HEALING OF THE MAN BORN BLIND

El Greco | Public Domain

John Burger - published on 09/04/20

Town might have moved due to shift in tectonic plates.

In the Gospels, a blind man was pressed by authorities about who restored his sight. Responding to the Pharisees, who accused Jesus of being a sinner, the exasperated man said, “I don’t know if he is a sinner or not, but I do know one thing, I was blind, but now I can see!”

We are told that the healing took place in the city of Bethsaida, a town that is mentioned in the New Testament than any city except Jerusalem and Capernaum. But even though it is the site of one of Jesus’ best-known miracles, as well as being the hometown of the apostles Peter, Andrew and Philip, for centuries no one has been able to say definitively where the town was.

But an American archaeologist can now say that we were blind to where Bethsaida was, but now we can see.

Rami Arav, a professor in the department of philosophy and religion and in the department of history at the University of Nebraska at Omaha, says that the Et-Tell archaeological site in northern Israel, where he has been leading a dig, is the location of Bethsaida.

The claim was reported at first by British tabloid Express, with the bombastic headline “Bible Bombshell: City where Jesus fed crowds with five loaves and two fish found.” It was then reported in the more sober Jerusalem Post.

Arav pointed out that first-century Jewish historian Flavius Josephus described the location of Bethsaida, which is close to where Jesus is said to have fed multitudes from just a few fish and loaves of bread, as being in the lower Golan, near the estuary of the Jordan River. Arav says he is convinced is the same place as the Et-Tell excavation site.

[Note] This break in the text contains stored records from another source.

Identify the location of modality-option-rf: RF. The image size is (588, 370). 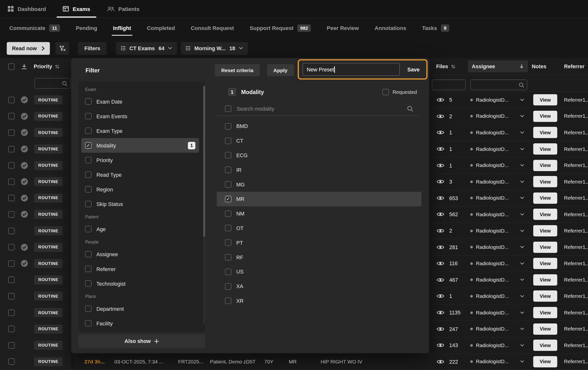
(319, 257).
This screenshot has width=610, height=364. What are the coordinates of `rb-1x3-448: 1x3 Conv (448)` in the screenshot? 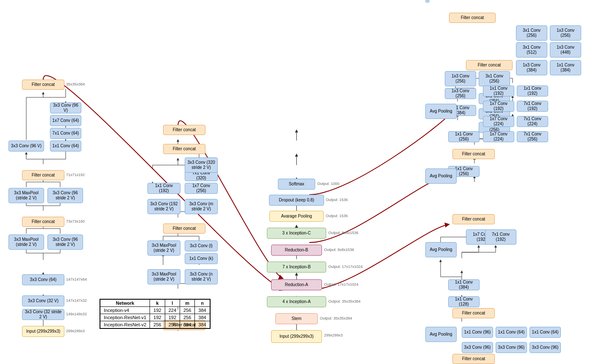 It's located at (566, 50).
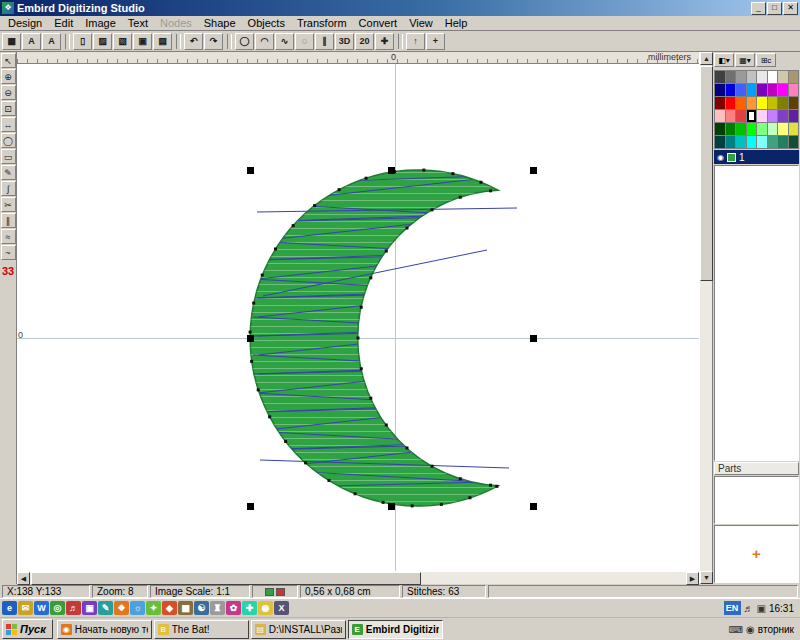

“The main objection other archaeologists have to this conclusion is how far Et-Tell is from the Sea of Galilee, contrary to the belief that Bethsaida was accessible by boat,” explains the Jerusalem Post:

The name Bethsaida comes from the Hebrew words for home and hunting (which could also have included fishing, scholars have suggested) and it is believed to have been a fishing village. Arav said that Bethsaida may have been closer to the Sea of Galilee during Jesus’s lifetime, and that changes in water levels and tectonics may have increased the distance.
“The Sea of Galilee is right in the middle of the Syrian-African rift and is prone to tectonic changes,” Arav said. He said his team had discovered ancient fishing equipment among the ruins of the settlement.